XFR: eXperiments in the Future of Reading

Members of the RED group at Xerox PARC
harrison@parc.xerox.com

Seminar on People, Computers, and Design
Stanford University November 30, 2001

The XFR is both a research project and an interactive museum exhibition. XFR makes the argument that reading will continue to be central to our culture but the practices of reading will change. The individual pieces in the show explore new forms of interaction that combine and extend various reading traditions using new technology. For instance, there are books with cinematic sound tracks, material that is read by tilting the large display surface, a dog that reads to visitors, a comic book visitors walk through and another one that uses a hyperbolic tree to present the story. While not positing a specific future or specific products for the future, the pieces show how physical form, content, and setting of use will create a rich and pervasive reading environment in the next decades.

XFR was created by the RED group (Research in Experimental Documents) at Xerox PARC. RED's charter is to explore new genres that may arise from new media. Genres are not just outcomes from the research, but deeply influence method, affecting problem setting, on-going evaluation, reflection, and re-framing of situations and ideas. In addition, we will touch on the entailments of using an interactive technology exhibition as the basis for innovation.

Members of the Research in Experimental Documents group (Maribeth Back, Anne Balsamo, Mark Chow, Rich Gold, Steve Harrison, Dale MacDonald, and Scott Minneman.) draw upon skills in art, science, design, and engineering. We have education and practice in architecture, mechanical engineering, and product design, as well as in education, theater, film and video production, education, cultural theory, toy design, and sound design. Most of us have been at PARC for a long time having worked in such diverse projects as Ubiquitous Computing, the Media Space, and very high resolution flat panel displays. Central to our values is the idea that art and design have as much to contribute to insightful enquiry as does engineering and science. Everyone came from a background of collaborating with others, so another value is that of collective action. In that, we value having an opinion -- particularly, aesthetic and intellectual opinions. Not that we share a particular aesthetic or philosophical stance, just that having one that is brought into play in discussions and guides design action is important.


Your instructions
Copy word for word, please, the lines of the entries below running from the one containing "You are a GUI" to the one containing "Image resolution: width=795", both ends included.

=== Information given ===

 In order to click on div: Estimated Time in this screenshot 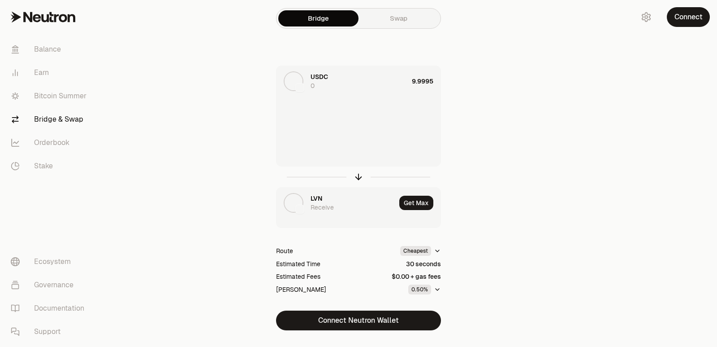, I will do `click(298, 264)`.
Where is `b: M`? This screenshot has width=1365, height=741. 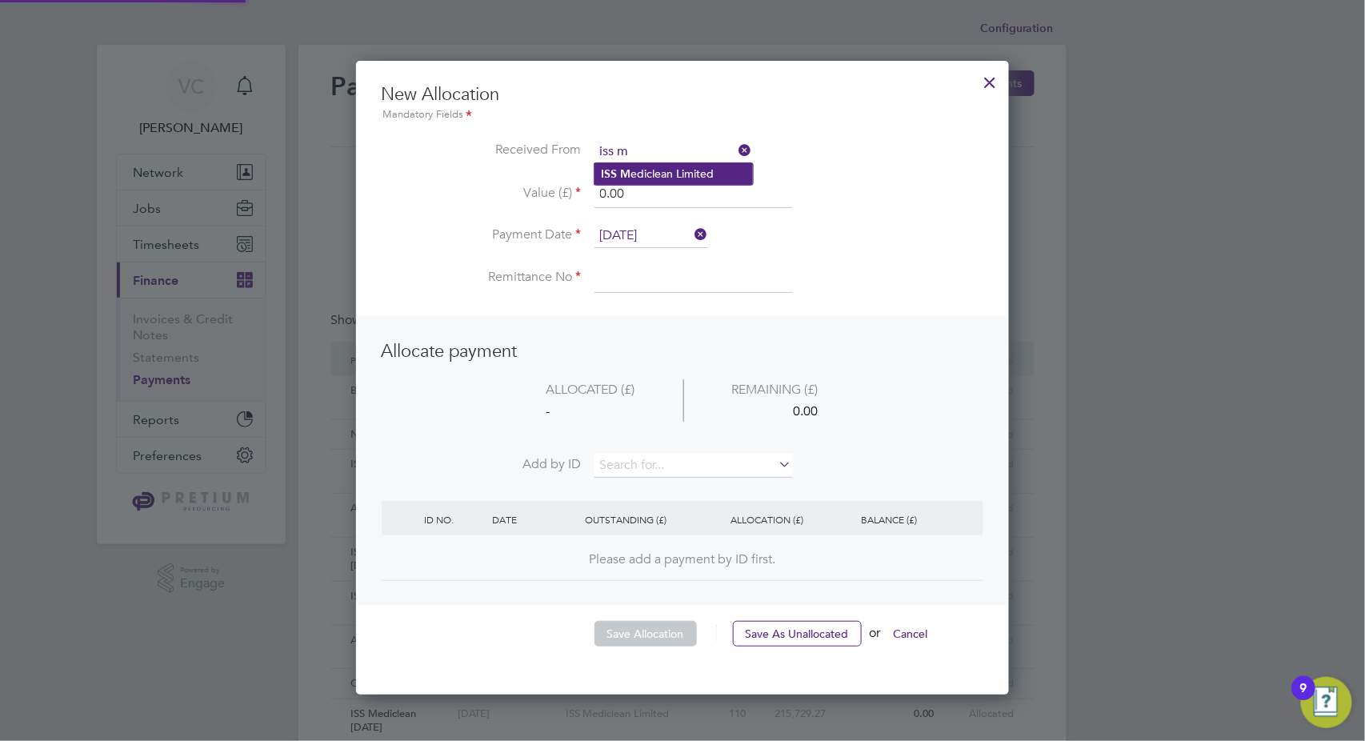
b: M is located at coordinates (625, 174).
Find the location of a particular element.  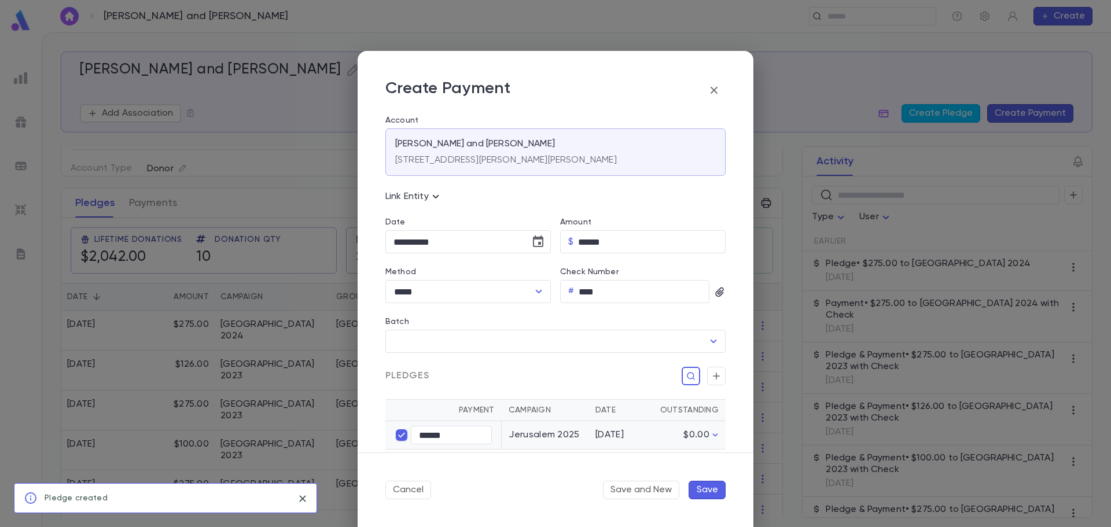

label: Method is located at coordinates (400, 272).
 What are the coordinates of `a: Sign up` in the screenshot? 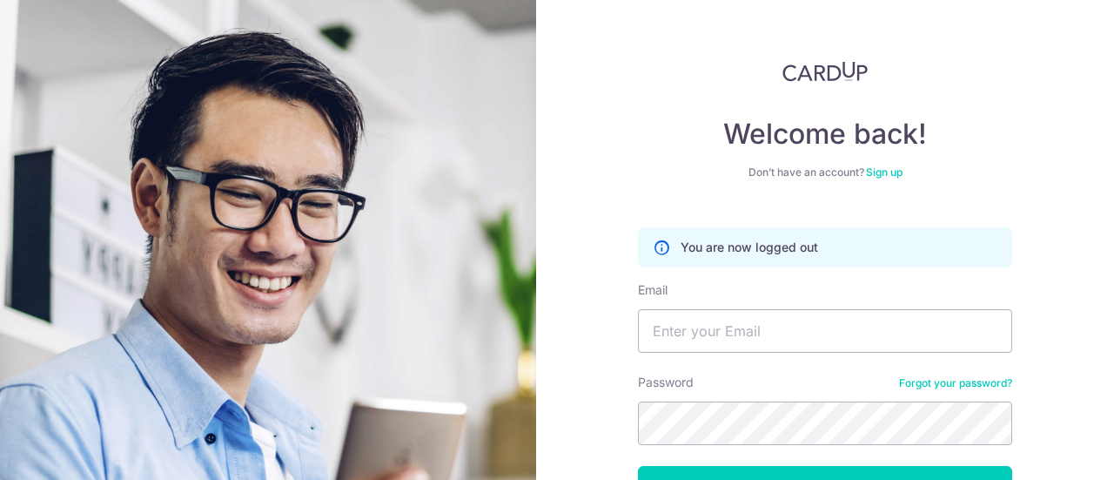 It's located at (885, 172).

===
=== Information given ===

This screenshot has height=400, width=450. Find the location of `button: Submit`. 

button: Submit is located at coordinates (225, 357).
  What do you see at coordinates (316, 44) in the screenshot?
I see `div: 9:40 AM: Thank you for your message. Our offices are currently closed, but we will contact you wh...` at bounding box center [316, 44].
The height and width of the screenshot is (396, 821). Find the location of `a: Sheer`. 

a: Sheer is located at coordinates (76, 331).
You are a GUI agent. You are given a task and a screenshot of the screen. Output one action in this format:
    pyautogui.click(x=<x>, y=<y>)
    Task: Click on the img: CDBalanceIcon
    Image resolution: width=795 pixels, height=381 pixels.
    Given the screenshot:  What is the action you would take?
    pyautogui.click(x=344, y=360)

===

Solution for this exercise
You are a GUI agent. You are given a task and a screenshot of the screen. Output one action in this format:
    pyautogui.click(x=<x>, y=<y>)
    Task: Click on the img: CDBalanceIcon
    Image resolution: width=795 pixels, height=381 pixels.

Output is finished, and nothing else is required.